The nine films were: Saludos Amigos (1943), Victory Through Air Power (1943), The Three Caballeros (1945), Make Mine Music (1946), Song of the South (1946), Fun and Fancy Free (1947), Melody Time (1948), So Dear to My Heart (1949) and The Adventures of Ichabod and Mr Toad (1949). All the films except the last contained some live action, either integrated with or separate from the animation, and two of them had very short cartoon sections indeed.

It is time to blow the dust off much original and experimental work, more particularly because over exposure to the Disney classics through periodic theatrical release, has recently been augmented (in the United States) by the unprecedented release in 1985 of four animated features on video. These were Alice in Wonderland, Dumbo, Pinocchio and Robin Hood. Admirable as this increasing accessibility of well-known titles may be, it pushes the forgotten films further into obscurity.

What a pity this is. I contend that these films not only pre-date the originality of the UPA cartoons but also echo some of the sharpness and economy of the work of Warner Brothers and MGM. Sadly, the new techniques and style that Disney was trying out, did not meet with much enthusiasm; the artists and animators were glad to return to more traditionally acceptable styles in the classic adoptions beginning with Cinderella in 1950. Experiment, satire, limited animation, abstraction were all largely dropped and as soon as Walt could afford it, he returned to the safety of the full-length story feature. And none of the senior animators whom I interviewed in 1985 recalled these years with any great enthusiasm. So some of the boldest and most innovative work in animation that should be credited to Disney is not accessible and all the books tell us to look elsewhere. That Disney was ready to change and adapt, I contend, can be proved by a close examination of the neglected Make Mine Music, and the restlessness at the studio can be traced back through the work of the middle forties.

The first three films on my list, Saludos Amigos, Victory Through Air Power and The Three Caballeros are ably and comprehensibly discussed by Richard Shale in his study of Disney during the war years, Donald Duck Joins Up (UMI Research Press, Ann Arbor, Michigan, 1982). We note here that for the first time, apart from Fantasia (1940) there begins the process of compilation, of putting together in package form pieces too short to stand on their own or too long to be released in the, then, tight structure of theatrical billing. “The cartoon field wasn’t flexible enough,” said Walt. “It forced me to make either a cartoon short seven or eight minutes long or a feature seventy or eighty minutes long. And I had a lot of ideas I thought would be good if I could fit them in between those two extremes.” Later he added, “the effective use of material otherwise denied to the motion picture is what appeals to me chiefly in making (this) kind of entertainment.”

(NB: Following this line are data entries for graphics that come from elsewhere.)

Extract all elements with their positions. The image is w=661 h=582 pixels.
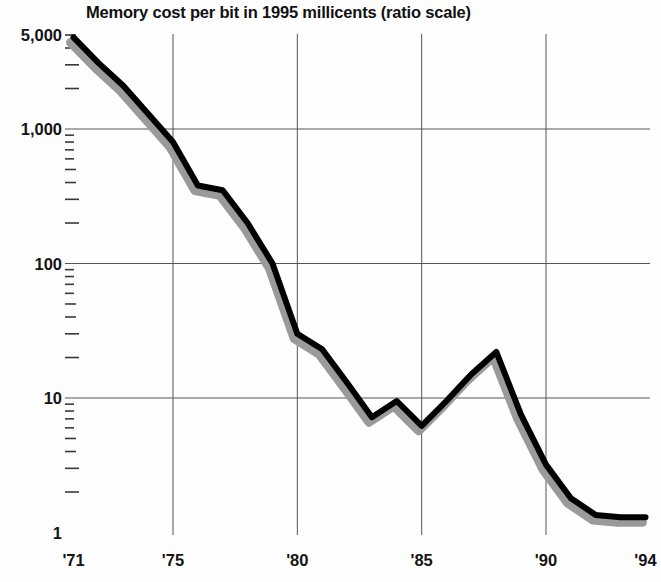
- chart-plot-area: [0, 0, 661, 582]
- series-line-shadow: [71, 42, 643, 522]
- x-axis-tick-label: '71: [62, 551, 84, 570]
- y-axis-tick-label: 1,000: [0, 120, 62, 139]
- gridlines-group: [65, 34, 650, 535]
- x-axis-tick-label: '85: [411, 551, 433, 570]
- x-axis-tick-label: '94: [634, 551, 656, 570]
- y-axis-tick-label: 1: [0, 523, 62, 542]
- data-series-group: [71, 37, 646, 522]
- x-axis-tick-label: '80: [286, 551, 308, 570]
- y-axis-tick-label: 100: [0, 254, 62, 273]
- y-axis-tick-label: 5,000: [0, 25, 62, 44]
- x-axis-tick-label: '75: [162, 551, 184, 570]
- series-line-memory-cost-per-bit: [74, 37, 646, 517]
- x-axis-tick-label: '90: [535, 551, 557, 570]
- chart-figure: Memory cost per bit in 1995 millicents (…: [0, 0, 661, 582]
- y-axis-tick-label: 10: [0, 389, 62, 408]
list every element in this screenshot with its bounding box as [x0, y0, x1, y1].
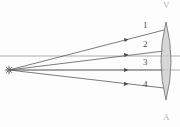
ray-arrowhead-group	[124, 38, 129, 86]
bottom-axis-mark: A	[163, 113, 170, 122]
ray-diagram-canvas	[0, 0, 180, 127]
point-source-icon	[5, 66, 14, 75]
ray-4-arrowhead-icon	[124, 82, 129, 86]
ray-label-1: 1	[143, 21, 148, 30]
ray-4-line	[9, 70, 164, 88]
ray-group	[9, 30, 164, 88]
ray-label-3: 3	[143, 58, 148, 67]
ray-3-arrowhead-icon	[124, 68, 128, 72]
ray-1-line	[9, 30, 164, 70]
ray-label-2: 2	[143, 40, 148, 49]
biconvex-lens	[161, 22, 171, 100]
lens-body	[161, 22, 171, 100]
ray-label-4: 4	[143, 80, 148, 89]
ray-2-line	[9, 51, 164, 70]
optics-figure: 1 2 3 4 V A	[0, 0, 180, 127]
ray-1-arrowhead-icon	[124, 38, 128, 42]
top-axis-mark: V	[163, 1, 170, 10]
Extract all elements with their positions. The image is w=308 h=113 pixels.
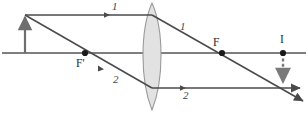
focal-point-near-dot <box>82 50 88 56</box>
ray-1-incident-direction-marker <box>104 12 110 18</box>
ray-2-incident-label: 2 <box>113 74 119 85</box>
ray-2-refracted-label: 2 <box>183 90 189 101</box>
ray-diagram-canvas <box>0 0 308 113</box>
ray-1-incident-label: 1 <box>112 1 118 12</box>
ray-1-refracted-label: 1 <box>180 21 186 32</box>
ray-2-incident <box>25 15 152 88</box>
image-point-label: I <box>280 34 284 46</box>
focal-point-far-dot <box>219 50 225 56</box>
ray-2-incident-direction-marker <box>98 66 104 72</box>
image-point-dot <box>280 50 286 56</box>
focal-point-near-label: F' <box>76 58 84 70</box>
optics-ray-diagram: 1 1 2 2 F' F I <box>0 0 308 113</box>
focal-point-far-label: F <box>213 37 219 49</box>
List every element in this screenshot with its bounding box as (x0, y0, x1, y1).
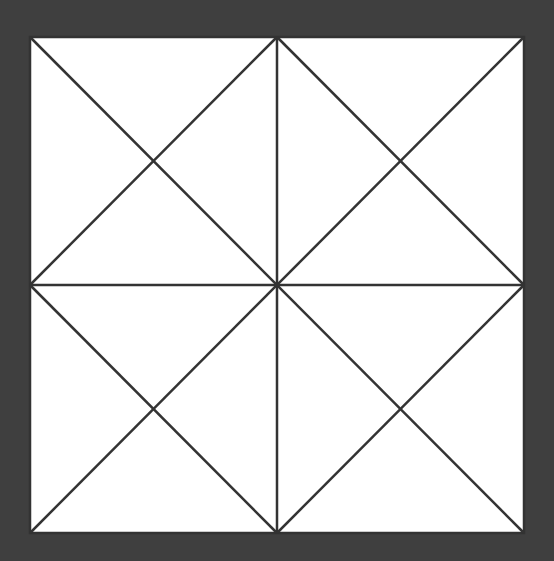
line-group (30, 37, 524, 533)
geometric-square-diagram (0, 0, 554, 561)
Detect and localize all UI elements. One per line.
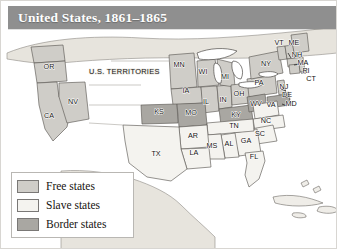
state-label-tn: TN <box>229 121 239 130</box>
state-label-nc: NC <box>261 116 271 125</box>
state-label-ca: CA <box>44 111 54 120</box>
state-label-wi: WI <box>199 67 208 76</box>
legend-item-border: Border states <box>17 215 128 234</box>
state-label-ct: CT <box>306 74 316 83</box>
state-label-in: IN <box>219 95 226 104</box>
state-label-sc: SC <box>255 129 265 138</box>
state-label-la: LA <box>190 148 199 157</box>
state-label-ga: GA <box>241 136 252 145</box>
state-label-ky: KY <box>231 110 241 119</box>
state-label-oh: OH <box>234 89 245 98</box>
state-label-ms: MS <box>207 141 218 150</box>
legend-label-free: Free states <box>46 181 95 193</box>
map-title-bar: United States, 1861–1865 <box>8 6 337 29</box>
state-label-ar: AR <box>188 131 198 140</box>
legend-label-border: Border states <box>46 219 106 231</box>
legend-swatch-border <box>17 218 39 231</box>
legend-label-slave: Slave states <box>46 200 100 212</box>
state-label-or: OR <box>44 62 55 71</box>
state-label-me: ME <box>289 38 300 47</box>
state-mn <box>169 53 197 89</box>
legend-item-free: Free states <box>17 177 128 196</box>
state-label-va: VA <box>266 100 275 109</box>
state-label-vt: VT <box>274 38 284 47</box>
state-label-fl: FL <box>250 152 258 161</box>
map-figure: U.S. TERRITORIES ORNVCAMNWIIAILINMIOHPAN… <box>0 0 337 249</box>
state-label-nv: NV <box>68 97 78 106</box>
legend-swatch-free <box>17 180 39 193</box>
territories-label: U.S. TERRITORIES <box>89 67 160 76</box>
state-wa <box>31 45 65 63</box>
state-label-tx: TX <box>151 149 160 158</box>
state-label-md: MD <box>285 99 296 108</box>
state-label-pa: PA <box>254 78 263 87</box>
state-label-ia: IA <box>183 86 190 95</box>
state-label-wv: WV <box>250 99 262 108</box>
state-label-mn: MN <box>173 60 184 69</box>
state-label-mo: MO <box>185 108 197 117</box>
state-label-ks: KS <box>154 107 164 116</box>
state-label-ny: NY <box>261 59 271 68</box>
state-label-mi: MI <box>221 72 229 81</box>
legend-swatch-slave <box>17 199 39 212</box>
state-label-il: IL <box>203 97 209 106</box>
island-hispaniola <box>317 206 337 213</box>
state-label-al: AL <box>225 139 234 148</box>
map-legend: Free states Slave states Border states <box>11 172 134 238</box>
state-label-de: DE <box>282 90 292 99</box>
page-title: United States, 1861–1865 <box>8 10 167 26</box>
legend-item-slave: Slave states <box>17 196 128 215</box>
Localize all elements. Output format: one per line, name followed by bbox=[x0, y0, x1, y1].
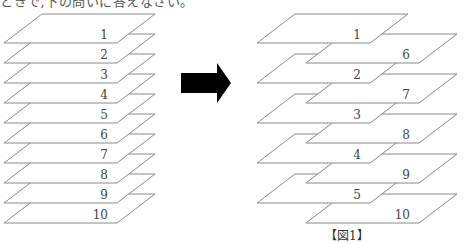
plate-label: 5 bbox=[353, 188, 361, 202]
right-arrow-icon bbox=[181, 63, 231, 103]
plate-label: 10 bbox=[93, 208, 108, 222]
plate-label: 1 bbox=[100, 28, 108, 42]
plate-label: 3 bbox=[100, 68, 108, 82]
plate-label: 4 bbox=[353, 148, 361, 162]
plate-label: 10 bbox=[395, 208, 410, 222]
plate-label: 7 bbox=[402, 88, 410, 102]
plate-label: 3 bbox=[353, 108, 361, 122]
plate-label: 8 bbox=[100, 168, 108, 182]
plate-label: 8 bbox=[402, 128, 410, 142]
plate-label: 2 bbox=[100, 48, 108, 62]
figure-caption: 【図1】 bbox=[325, 226, 369, 243]
plate-label: 7 bbox=[100, 148, 108, 162]
plate-label: 6 bbox=[100, 128, 108, 142]
plate-label: 1 bbox=[353, 28, 361, 42]
plate-label: 2 bbox=[353, 68, 361, 82]
right-stack: 10594837261 bbox=[257, 14, 457, 223]
plate-label: 5 bbox=[100, 108, 108, 122]
plate-label: 6 bbox=[402, 48, 410, 62]
plate-label: 9 bbox=[100, 188, 108, 202]
question-text: ときで,下の問いに答えなさい。 bbox=[0, 0, 194, 10]
plate-label: 4 bbox=[100, 88, 108, 102]
left-stack: 10987654321 bbox=[4, 14, 155, 223]
plate-label: 9 bbox=[402, 168, 410, 182]
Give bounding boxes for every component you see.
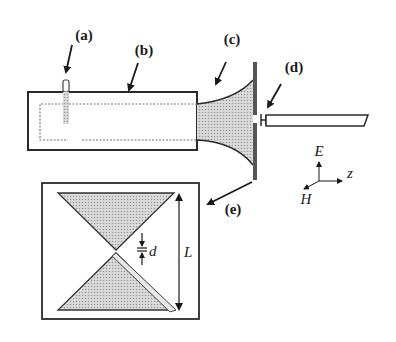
ground-plate <box>253 62 257 180</box>
label-c: (c) <box>224 31 241 48</box>
label-e: (e) <box>225 201 242 218</box>
axis-label-H: H <box>300 191 313 207</box>
detector-rod <box>261 114 368 126</box>
horn-antenna-diagram: (a) (b) (c) (d) (e) d L E z H <box>0 0 396 342</box>
horn-flare <box>197 80 253 165</box>
label-d: (d) <box>285 59 303 76</box>
field-axes <box>304 162 342 189</box>
length-label-L: L <box>183 244 192 260</box>
label-b: (b) <box>135 42 153 59</box>
bowtie-antenna-detail <box>42 183 199 319</box>
waveguide <box>28 92 197 150</box>
axis-label-z: z <box>346 165 353 181</box>
gap-label-d: d <box>149 243 157 259</box>
axis-label-E: E <box>313 143 323 159</box>
feed-probe <box>63 80 69 124</box>
label-a: (a) <box>75 27 93 44</box>
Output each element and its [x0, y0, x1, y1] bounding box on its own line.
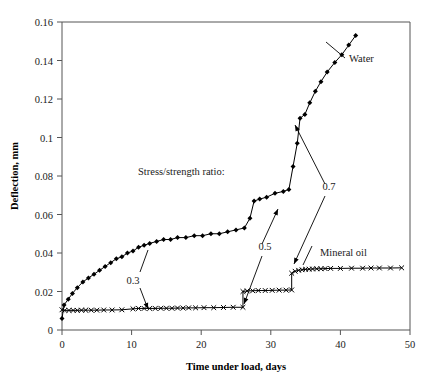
- x-tick-label: 10: [126, 339, 137, 350]
- y-axis-title: Deflection, mm: [9, 142, 20, 210]
- series-label-mineral-oil: Mineral oil: [320, 247, 367, 258]
- x-tick-label: 50: [405, 339, 416, 350]
- y-tick-label: 0.12: [35, 94, 53, 105]
- x-tick-label: 20: [196, 339, 207, 350]
- chart-figure: 01020304050 00.020.040.060.080.10.120.14…: [0, 0, 434, 387]
- x-tick-label: 30: [266, 339, 277, 350]
- y-tick-label: 0.16: [35, 17, 53, 28]
- stress-strength-caption: Stress/strength ratio:: [138, 166, 225, 177]
- ratio-label-0-5: 0.5: [258, 241, 271, 252]
- ratio-label-0-7: 0.7: [322, 181, 335, 192]
- x-axis-title: Time under load, days: [186, 361, 286, 372]
- y-tick-label: 0.02: [35, 287, 53, 298]
- y-tick-label: 0.14: [35, 56, 54, 67]
- x-tick-label: 0: [59, 339, 64, 350]
- y-tick-label: 0: [48, 325, 53, 336]
- y-tick-label: 0.08: [35, 171, 53, 182]
- ratio-label-0-3: 0.3: [126, 275, 139, 286]
- y-tick-label: 0.04: [35, 248, 54, 259]
- deflection-vs-time-chart: 01020304050 00.020.040.060.080.10.120.14…: [0, 0, 434, 387]
- y-tick-label: 0.1: [40, 133, 53, 144]
- y-tick-label: 0.06: [35, 210, 53, 221]
- series-label-water: Water: [349, 53, 374, 64]
- x-tick-label: 40: [335, 339, 346, 350]
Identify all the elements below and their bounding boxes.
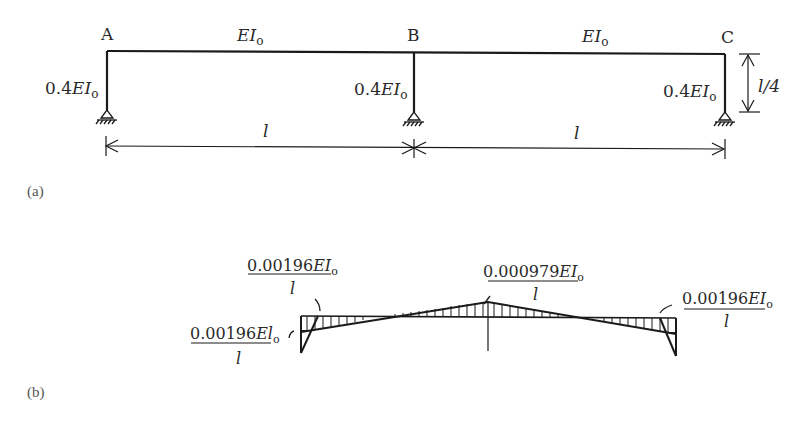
pin-support-c-icon xyxy=(714,112,735,126)
annotation-right: 0.00196EIo l xyxy=(682,289,773,331)
annotation-left-top: 0.00196EIo l xyxy=(247,256,338,298)
column-b-stiffness: 0.4EIo xyxy=(354,79,407,102)
panel-a: A B C EIo EIo 0.4EIo 0.4EIo 0.4EIo l l l… xyxy=(27,24,780,200)
panel-a-label: (a) xyxy=(27,183,44,200)
svg-text:l: l xyxy=(290,279,295,298)
frame-diagram: A B C EIo EIo 0.4EIo 0.4EIo 0.4EIo l l l… xyxy=(0,0,803,436)
column-c-stiffness: 0.4EIo xyxy=(663,81,716,104)
left-column-moment xyxy=(301,316,318,353)
node-c-label: C xyxy=(721,27,734,47)
svg-text:0.00196EIo: 0.00196EIo xyxy=(682,289,773,311)
pin-support-b-icon xyxy=(403,112,424,126)
panel-b: 0.00196EIo l 0.00196Elo l 0.000979EIo l … xyxy=(27,256,773,401)
svg-text:l: l xyxy=(236,349,241,368)
span-bc-label: l xyxy=(574,123,579,143)
height-dimension xyxy=(739,54,760,112)
span-dimension xyxy=(106,136,725,159)
svg-text:l: l xyxy=(533,285,538,304)
annotation-left-bottom: 0.00196Elo l xyxy=(190,324,280,368)
panel-b-label: (b) xyxy=(27,384,45,401)
annotation-center: 0.000979EIo l xyxy=(483,262,584,304)
span-ab-label: l xyxy=(263,121,268,141)
node-b-label: B xyxy=(407,25,420,45)
node-a-label: A xyxy=(100,24,114,44)
pin-support-a-icon xyxy=(96,110,117,124)
svg-text:0.00196EIo: 0.00196EIo xyxy=(247,256,338,278)
beam-ab-stiffness: EIo xyxy=(236,25,263,48)
svg-text:l: l xyxy=(724,312,729,331)
beam-abc xyxy=(107,51,725,54)
height-label: l/4 xyxy=(758,76,780,96)
column-a-stiffness: 0.4EIo xyxy=(45,78,98,101)
beam-bc-stiffness: EIo xyxy=(581,26,608,49)
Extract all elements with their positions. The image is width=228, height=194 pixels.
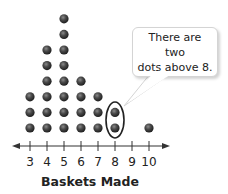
data-dot (25, 108, 34, 117)
tick-label-5: 5 (60, 155, 68, 169)
tick-labels-group: 345678910 (26, 155, 156, 169)
data-dot (42, 108, 51, 117)
data-dot (42, 77, 51, 86)
data-dot (59, 61, 68, 70)
data-dot (59, 108, 68, 117)
data-dot (59, 14, 68, 23)
data-dot (59, 45, 68, 54)
data-dot (25, 92, 34, 101)
callout-box: There are two dots above 8. (132, 27, 218, 77)
data-dot (93, 92, 102, 101)
tick-label-8: 8 (111, 155, 119, 169)
data-dot (59, 30, 68, 39)
data-dot (76, 108, 85, 117)
data-dot (25, 123, 34, 132)
callout-tail (124, 74, 170, 106)
x-axis-title: Baskets Made (41, 174, 139, 189)
data-dot (59, 92, 68, 101)
data-dot (76, 123, 85, 132)
tick-label-7: 7 (94, 155, 102, 169)
left-arrow-icon (12, 143, 20, 149)
highlight-ellipse (106, 102, 124, 138)
tick-label-4: 4 (43, 155, 51, 169)
data-dot (59, 123, 68, 132)
data-dot (110, 123, 119, 132)
tick-label-3: 3 (26, 155, 34, 169)
data-dot (76, 92, 85, 101)
right-arrow-icon (162, 143, 170, 149)
data-dot (93, 123, 102, 132)
data-dot (93, 108, 102, 117)
data-dot (42, 92, 51, 101)
tick-label-6: 6 (77, 155, 85, 169)
data-dot (42, 61, 51, 70)
data-dot (110, 108, 119, 117)
callout-line-2: dots above 8. (137, 60, 213, 75)
data-dot (59, 77, 68, 86)
data-dot (144, 123, 153, 132)
tick-label-9: 9 (128, 155, 136, 169)
data-dot (42, 123, 51, 132)
data-dot (42, 45, 51, 54)
callout-line-1: There are two (137, 30, 213, 60)
tick-label-10: 10 (141, 155, 156, 169)
data-dot (76, 77, 85, 86)
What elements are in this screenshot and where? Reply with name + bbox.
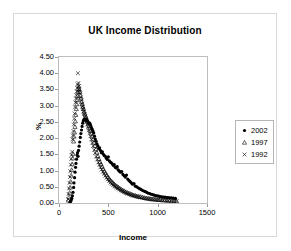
y-tick-mark bbox=[55, 138, 58, 139]
y-tick-label: 3.50 bbox=[20, 85, 54, 93]
y-tick-mark bbox=[55, 171, 58, 172]
y-tick-mark bbox=[55, 57, 58, 58]
chart-legend: 200219971992 bbox=[235, 120, 274, 164]
plot-wrapper: % 0.000.501.001.502.002.503.003.504.004.… bbox=[58, 56, 208, 204]
cross-icon bbox=[239, 149, 250, 159]
chart-title: UK Income Distribution bbox=[14, 25, 276, 36]
x-tick-mark bbox=[59, 204, 60, 207]
y-tick-label: 0.00 bbox=[20, 199, 54, 207]
filled-circle-icon bbox=[239, 125, 250, 135]
y-tick-label: 0.50 bbox=[20, 183, 54, 191]
y-tick-mark bbox=[55, 89, 58, 90]
x-tick-label: 1500 bbox=[192, 209, 222, 217]
x-tick-mark bbox=[158, 204, 159, 207]
x-axis-title: Income bbox=[58, 233, 208, 242]
x-tick-label: 500 bbox=[93, 209, 123, 217]
series-1997 bbox=[66, 84, 178, 203]
x-tick-mark bbox=[108, 204, 109, 207]
y-tick-mark bbox=[55, 122, 58, 123]
legend-item-2002[interactable]: 2002 bbox=[239, 124, 268, 136]
legend-item-1997[interactable]: 1997 bbox=[239, 136, 268, 148]
triangle-icon bbox=[239, 137, 250, 147]
legend-item-1992[interactable]: 1992 bbox=[239, 148, 268, 160]
y-tick-label: 3.00 bbox=[20, 102, 54, 110]
y-tick-mark bbox=[55, 203, 58, 204]
x-tick-label: 0 bbox=[44, 209, 74, 217]
y-tick-mark bbox=[55, 154, 58, 155]
x-tick-label: 1000 bbox=[143, 209, 173, 217]
legend-label: 1997 bbox=[250, 138, 268, 147]
y-tick-label: 1.00 bbox=[20, 167, 54, 175]
y-tick-label: 4.50 bbox=[20, 53, 54, 61]
legend-label: 1992 bbox=[250, 150, 268, 159]
plot-area bbox=[58, 56, 208, 204]
y-tick-mark bbox=[55, 73, 58, 74]
scatter-points-layer bbox=[59, 57, 207, 203]
legend-label: 2002 bbox=[250, 126, 268, 135]
x-tick-mark bbox=[207, 204, 208, 207]
y-tick-mark bbox=[55, 106, 58, 107]
y-tick-mark bbox=[55, 187, 58, 188]
y-tick-label: 2.00 bbox=[20, 134, 54, 142]
y-tick-label: 4.00 bbox=[20, 69, 54, 77]
chart-container: UK Income Distribution % 0.000.501.001.5… bbox=[13, 13, 277, 237]
y-tick-label: 2.50 bbox=[20, 118, 54, 126]
series-1992 bbox=[66, 71, 178, 203]
y-tick-label: 1.50 bbox=[20, 150, 54, 158]
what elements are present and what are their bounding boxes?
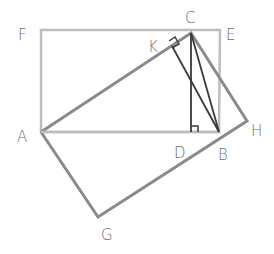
label-h: H — [251, 122, 262, 140]
label-a: A — [17, 128, 27, 146]
geometry-diagram: F C E K A D B H G — [0, 0, 274, 254]
label-d: D — [174, 144, 186, 162]
label-c: C — [185, 9, 195, 27]
label-f: F — [18, 26, 27, 44]
segment-kb — [172, 46, 219, 132]
label-b: B — [218, 146, 228, 164]
label-g: G — [101, 226, 113, 244]
segment-cb — [191, 33, 219, 132]
rectangle-afeb — [41, 30, 220, 132]
label-e: E — [226, 26, 235, 44]
label-k: K — [148, 38, 158, 56]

But there were other reasons for the mood of change and need for experiment. The studio was becoming an increasingly uncertain place; many of the personnel had been drafted for war service, and others — including some of his best men — had left after the strike of May 1941. Disney, hurt by this, and by increasing loss of revenue caused by the failure at the box- office of Fantasia and to a lesser extent Pinocchio and Bambi, as well as loss of overseas markets cut off by war, undertook military training films for the government. This kept the studio afloat and his goodwill visit to Latin America gave him the opportunity to produce Saludos Amigos and The Three Caballeros. Much of the latter’s disorientation, chaos and orgasmic, exhaustive patterning reflects this uncertainty, but it also reflects the need for change, the need to break from the mould imposed by success, a determination to work something – anything -new with the medium.